If I understand you correctly, you say you want to record "absolute cost over the last polling interval" - you said "(price*dt)" but I think you mean "(charging_rate*dt)". As I tried to explain, this doesn't work well for prometheus, where the same metric can be scraped concurrently by multiple clients at arbitrary points in time.
I think you should consider the following for Prometheus metrics:
1. A counter, like a taxi meter, which increments with absolute money (e.g. dollars) as you spend it
2. A gauge, which represents the current charging rate (e.g. dollars per hour)
Option 1 is by far the best. In principle, if you want to find the amount spent in the current financial year, you simply subtract the value of this counter at the start of the financial year from the current value. Some extra care is needed if there is any chance of the counter being reset; the prometheus functions rate() and increase() take account of that.

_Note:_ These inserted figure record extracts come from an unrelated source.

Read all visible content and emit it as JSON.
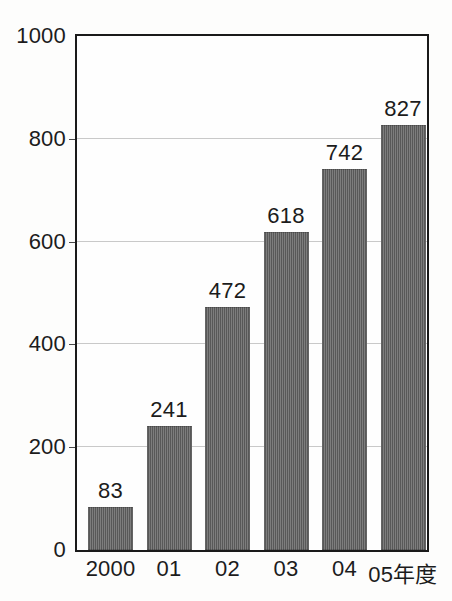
{
  "chart_data": {
    "type": "bar",
    "title": "",
    "subtitle": "",
    "xlabel": "",
    "ylabel": "",
    "categories": [
      "2000",
      "01",
      "02",
      "03",
      "04",
      "05年度"
    ],
    "values": [
      83,
      241,
      472,
      618,
      742,
      827
    ],
    "value_labels": [
      "83",
      "241",
      "472",
      "618",
      "742",
      "827"
    ],
    "ylim": [
      0,
      1000
    ],
    "y_ticks": [
      0,
      200,
      400,
      600,
      800,
      1000
    ],
    "y_tick_labels": [
      "0",
      "200",
      "400",
      "600",
      "800",
      "1000"
    ],
    "grid": true,
    "grid_axis": "y",
    "legend": false,
    "legend_position": "none",
    "series": [
      {
        "name": "",
        "values": [
          83,
          241,
          472,
          618,
          742,
          827
        ]
      }
    ],
    "colors": {
      "bar_fill": "#5d5d5d",
      "bar_edge": "#2a2a2a",
      "gridline": "#c9c9c9",
      "axis_frame": "#1a1a1a",
      "text": "#1c1c1c",
      "background": "#fdfdfc"
    }
  }
}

Setting aside money for the moment, this is how calculations around traffic bandwidth are done (from counters of bytes passing through an interface). It also allows you easily to calculate usage over arbitrary periods. You *don't* want this counter to reset at the start of the financial year for example; that makes the data less useful. You want it to reset as little as possible, preferably never.
The only problem with counters is that prometheus uses float64 values, which have reducing accuracy as the value gets larger. But with 52 bits of precision, you should be able to get to $45 trillion with one-cent accuracy :-)
Option 2 is problematic. To find the absolute cost over a given time period, you have to integrate over that period. If the rate changes, you may be wrongly apportioning the old and new rates to a given timeslot - although that may not be a major problem if the sampling interval is small. It's possible to do integration using recording rules summing the previous value with the current value, but that's risky and you need to be extremely careful about missing scrapes. If I wanted up-to-the-second cost estimates, and the supplier only gave an instantaneous "rate of charging" value, then I'd be inclined to integrate it myself in my own exporter - i.e. write a "taxi meter" exporter.
Really, I'd say the most important design consideration is where the data is coming from: you should keep it as close to the source of truth as possible. In the case of AWS for example, they provide detailed daily reports with line items showing exactly how much you've used for each resource and how much it cost. I wouldn't attempt to second-guess these using my own metrics.